Osgarthorpe (St. Mary)
OSGARTHORPE (St. Mary), a parish, in the union of Ashby-de-la-Zouch, hundred of West Goscote, N. division of the county of Leicester, 5¼ miles (E. N. E.) from Ashby; containing 396 inhabitants. A canal passes from Barrow-hill, in the parish, and, crossing Sheepshead, terminates in Loughborough parish. The living is a rectory, valued in the king's books at £7; net income, £184; patron, the Marquess of Hastings. The tithes were commuted for land and a money payment in 1785. In 1670, land was bequeathed by Thomas Harley, Esq., now producing £379 per annum, for founding a school, and an hospital for the maintenance of six clergymen's widows; another cottage was added, under a bequest by John Allsop in 1683.
Osgodby
OSGODBY, a township, in the parish of Lavington, union of Grantham, wapentake of Beltisloe, parts of Kesteven, county of Lincoln, 4½ miles (N. E.) from Corby; containing 82 inhabitants. The vicarial tithes have been commuted for £149. 10.
Osgodby, with Kirkby, wapentake of Walshcroft, county of Lincoln.—See Kirkby.

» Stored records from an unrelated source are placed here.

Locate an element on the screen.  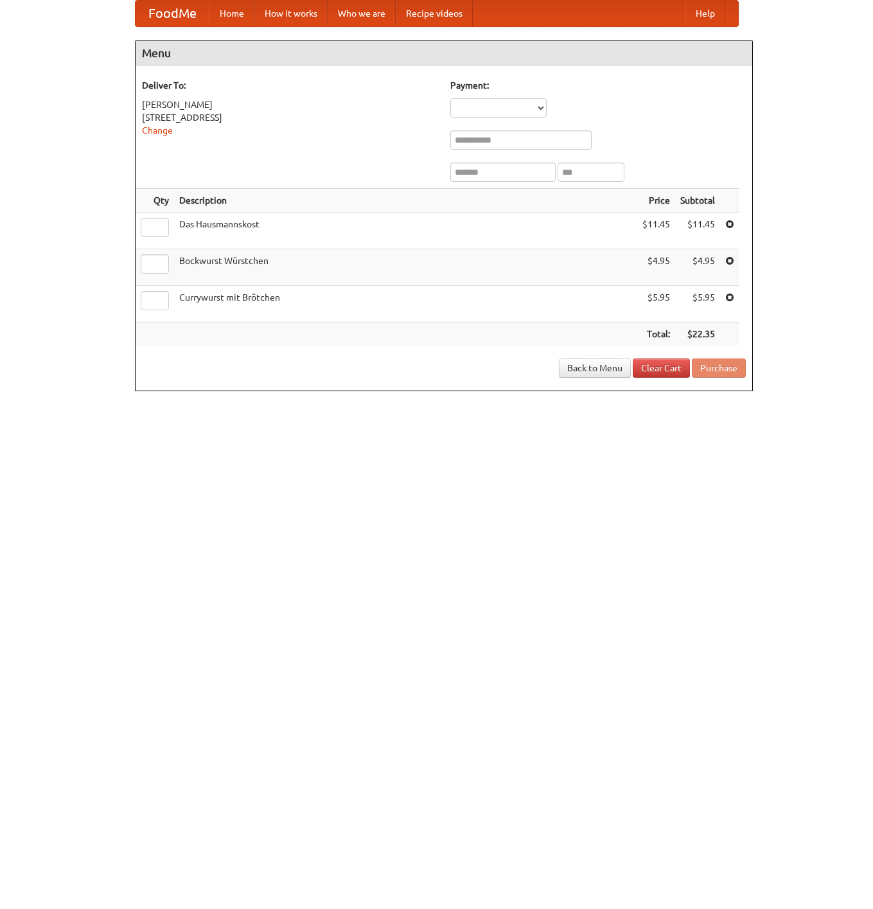
button: Purchase is located at coordinates (719, 368).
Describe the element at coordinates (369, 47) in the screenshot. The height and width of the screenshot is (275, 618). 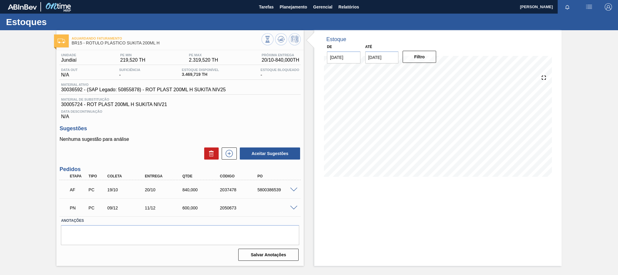
I see `label: Até` at that location.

OSGODBY, with Kirkby, wapentake of Walshcroft, county of Lincoln.—See Kirkby.
Osgodby
OSGODBY, a township, in the parish of Hemingbrough, union of Selby, wapentake of Ouse and Derwent, E. riding of York, 2½ miles (E. N. E.) from Selby; containing 168 inhabitants. It comprises 1524a. 20p. of land: the village is seated about a mile east of the river Ouse, which also flows in a very devious course on the south of the township. Certain impropriate tithes were commuted for land in 1811.
Osgodby
OSGODBY, a township, in the parish of Cayton, union of Scarborough, Pickering lythe, N. riding of York, 2¾ miles (S. by E.) from Scarborough; containing 69 inhabitants. It is situated on the sea-shore, and comprises about 1300 acres; the road from Scarborough to Filey passes a little to the east of the hamlet.
Osgoodby
OSGOODBY, a hamlet, in the parish of Thirkleby, union of Thirsk, wapentake of Birdforth, N. riding of York, 4¾ miles (E. by S.) from Thirsk; containing 29 inhabitants. A small rivulet, which divides the parish into two parts, flows on the west of the hamlet.